Winning the Big Ten
Congressman Jim Jordan on Meet the Press 3/3/19
I listened to Congressman Jim Jordan of Ohio today, fresh off his interrogation of Michael Cohen in front of the House Oversight Committee on Wednesday. Jordan is adept at sticking to his talking points, nimbly pivoting from questions about why the President would have allowed a man like Cohen at his side for ten years, to “the good” Mr. Trump has done in his two years in the Presidency.
Jordan praised the “successes” he sees in the Trump Presidency: the tax cuts, lower unemployment rates, cutting regulations, appointed “Federalist” judges. “Why doesn’t the media talk about these,” he decries, “instead of Russia and scandals.” He talked about the “corruption” in the FBI, and the removal of the top leadership there, from Director Comey to agent Storzk. And he threw in his favorite “pivot,” the assertion that the only Russian “collusion” was Hillary Clinton, followed by his litany: from lawyers, to Fusion GPS, to Michael Steele to the Russians.
And in listening to all of this, I realized that Jordan wasn’t a fool, or stupid. He was a man on a mission; to get his “good” out of the Trump Administration, and ignore all of the bad. It’s something that Jordan has been doing for most of his life.
I was a successful high school track coach for forty years. We won league and district championships, lots of invitational meets, and hundreds of duals. In the second to last year of my career, I clearly had the best team I’d ever coached. We had returning all-state runners, including one of the top distance runners in the nation. We had potentially state placing athletes in many events, enough so that we could begin to dream of taking home the ultimate prize, a state championship.
Like any athletic endeavour, there is always a risk of injury. Going into May, we lost a key pole vaulter, but otherwise we remained strong. We won the league meet on by a huge margin, and were ready to make our run at the state.
Two days later I got a call, saying that a team member, a key athlete in four events, had been caught stealing a bottle of booze from a local store. While I could have waited to be notified “officially” by someone; could have stalled to keep him in play for as long as possible, I didn’t. I can’t say I didn’t consider the stalling option for a few minutes, but it was only a few. I was a high school coach, and while winning was important, doing things right, as an example to my athletes and to the rest of our community, was the standard we set for our program.
I called the athlete in question, and he confessed the entire incident. I suspended him from the team, and notified my administrators. They agreed, but expressed surprise at my decision; we all knew that this was the beginning of the end of state championship dreams. I said it was obvious, that the decision was the right thing to do.
From Monday through that Friday, we lost that athlete, then a high jumper (quit), and one all-state sprinter in four events (hamstring.) It was a dramatic disaster. By the state meet we had three runners left, including a state champion in the 3200, and a third in the 400 (so damn proud of those guys) and we placed 13thin Ohio. Looking back, I wouldn’t do a thing different; I recognized my responsibility as greater than my own individual goals. That might make me righteous, or stupid, or just obstinate.
Jim Jordan was an all-star wrestler, and became an assistant coach at Ohio State from 1987 to 1995. Unlike most coaching, the job of an assistant wrestling coach is to teach wrestling by wrestling. Bringing in the “best” (Jordan was a two time NCAA champion) meant that Ohio State wrestlers would compete against the “best” in “the room” (the practice facility) every day.
What makes that kind of individual a champion? Jordan wrestled 151 times in high school, and lost only once (to a wrestler I helped coach!) His intensity of focus, a complete ability to ignore distractions; allowed for that kind of career. He brought that into “the room” at Ohio State.
So while the athletes he was coaching were being molested by the team doctor and ogled by perverts in the shower room; Jordan focused on wrestling. That might have been the right thing for an athlete to do, but not for a coach responsible for the athlete’s welfare. But Jordan, and his head coach, Russ Hellickson, were focused on winning the Big Ten, and molestation became a distraction to be overcome, not a crisis.
Jordan made a choice, one that he now pretends didn’t happen. He chose to let his athletes face sexual abuse rather than disrupt their season. He wanted to win the Big Ten.
Listening to Jim Jordan today, it’s the same choice he’s making with President Trump. Jordan, with a Bachelors in Economics, a Masters in Education and a Degree in Law; isn’t stupid. Jordan is ignoring the “distraction” of a President who violated laws and made deals with our enemies, in order to achieve his goals: the “Federalism” of the court system, the de-regulation of America so that industries can do whatever they want to make a profit, and the institutionalization of his brand of Conservatism.
Jordan is a United States Congressman in the Trump era, and is still focused. And just like his days at Ohio State, he is missing his real responsibilities. As a coach he needed to protect his athletes, and set a standard for acceptable action. He, more than most, should be standing up for the Constitution, for the rule of law, and for the good of America. Instead, he has put his political goals ahead of what is right.
He didn’t learn. Ohio State didn’t win the Big Ten.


GOAL OF THE EXERCISE
Read the listing below and copy out each line where the word "span" occurs.

DATA PROVIDED
========================================

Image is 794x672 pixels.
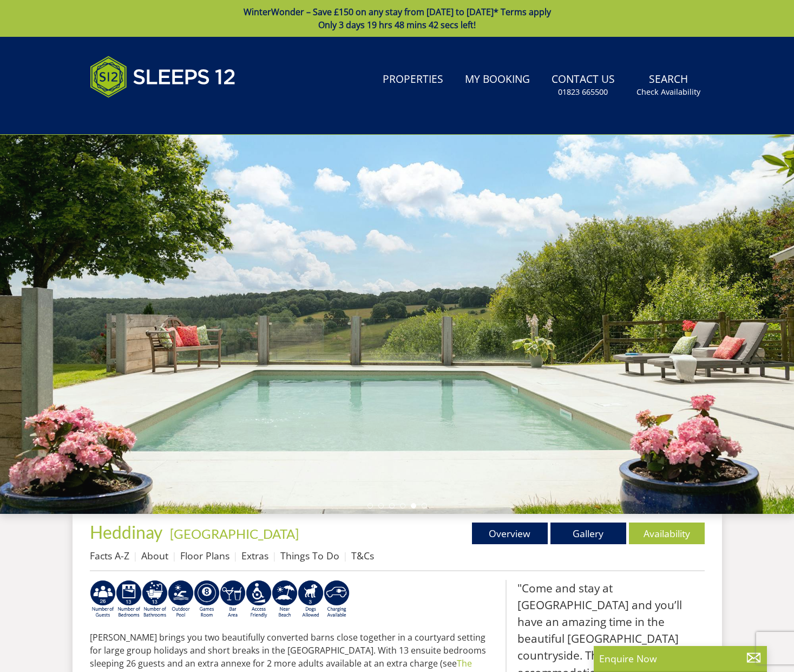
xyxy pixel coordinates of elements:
img: AD_4nXcSrZU_I1uxL3d7Vbf_qrsO854V9BVStIOERzXPeUKpjC-f3dxnRV7QValddWa9z_bSrX7M8wXixidFtbODQFNdBOt3i... [90,580,115,618]
a: [GEOGRAPHIC_DATA] [170,525,299,541]
a: Facts A-Z [90,548,129,562]
span: Only 3 days 19 hrs 48 mins 42 secs left! [319,19,475,30]
a: Things To Do [281,548,340,562]
small: 01823 665500 [558,87,608,98]
a: T&Cs [351,548,374,562]
a: Properties [379,67,448,92]
img: AD_4nXdrZMsjcYNLGsKuA84hRzvIbesVCpXJ0qqnwZoX5ch9Zjv73tWe4fnFRs2gJ9dSiUubhZXckSJX_mqrZBmYExREIfryF... [194,580,220,618]
p: Enquire Now [599,651,762,665]
small: Check Availability [636,87,701,98]
a: Gallery [550,522,626,544]
a: Overview [472,522,547,544]
iframe: Customer reviews powered by Trustpilot [84,111,198,120]
img: AD_4nXfqanf9qgJYe9IQTpxP3iC8icAZFmj-OVxpd7CBMc0Tqq1z09mrNIA5up3ybQVZt8V4LmKwkrV4rrfWvebyDF4HT8W4Y... [115,580,142,618]
img: AD_4nXeOeoZYYFbcIrK8VJ-Yel_F5WZAmFlCetvuwxNgd48z_c1TdkEuosSEhAngu0V0Prru5JaX1W-iip4kcDOBRFkhAt4fK... [168,580,194,618]
a: SearchCheck Availability [632,67,704,102]
a: Floor Plans [180,548,230,562]
img: AD_4nXcnT2OPG21WxYUhsl9q61n1KejP7Pk9ESVM9x9VetD-X_UXXoxAKaMRZGYNcSGiAsmGyKm0QlThER1osyFXNLmuYOVBV... [324,580,350,618]
a: Extras [241,548,269,562]
a: Availability [629,522,704,544]
img: AD_4nXdmfO-uh49qcxK9-QFaFT0r7O4idqGJTgGYI3gIuKLsPsboq67qChqQ6o6SlqBN-jWZVeugPz6HHPjEA-um8Xmlg9JOu... [142,580,168,618]
img: AD_4nXe7lJTbYb9d3pOukuYsm3GQOjQ0HANv8W51pVFfFFAC8dZrqJkVAnU455fekK_DxJuzpgZXdFqYqXRzTpVfWE95bX3Bz... [271,580,297,618]
span: - [165,525,299,541]
img: Sleeps 12 [90,50,236,104]
a: Heddinay [90,522,165,542]
a: About [141,548,168,562]
img: AD_4nXeUnLxUhQNc083Qf4a-s6eVLjX_ttZlBxbnREhztiZs1eT9moZ8e5Fzbx9LK6K9BfRdyv0AlCtKptkJvtknTFvAhI3RM... [220,580,246,618]
a: My Booking [461,67,535,92]
img: AD_4nXd-jT5hHNksAPWhJAIRxcx8XLXGdLx_6Uzm9NHovndzqQrDZpGlbnGCADDtZpqPUzV0ZgC6WJCnnG57WItrTqLb6w-_3... [297,580,324,618]
img: AD_4nXe3VD57-M2p5iq4fHgs6WJFzKj8B0b3RcPFe5LKK9rgeZlFmFoaMJPsJOOJzc7Q6RMFEqsjIZ5qfEJu1txG3QLmI_2ZW... [246,580,271,618]
span: Heddinay [90,522,162,542]
a: Contact Us01823 665500 [547,67,620,102]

========================================

EXERCISE SOLUTION
span: Only 3 days 19 hrs 48 mins 42 secs left! [319,19,475,30]
span: - [165,525,299,541]
span: Heddinay [90,522,162,542]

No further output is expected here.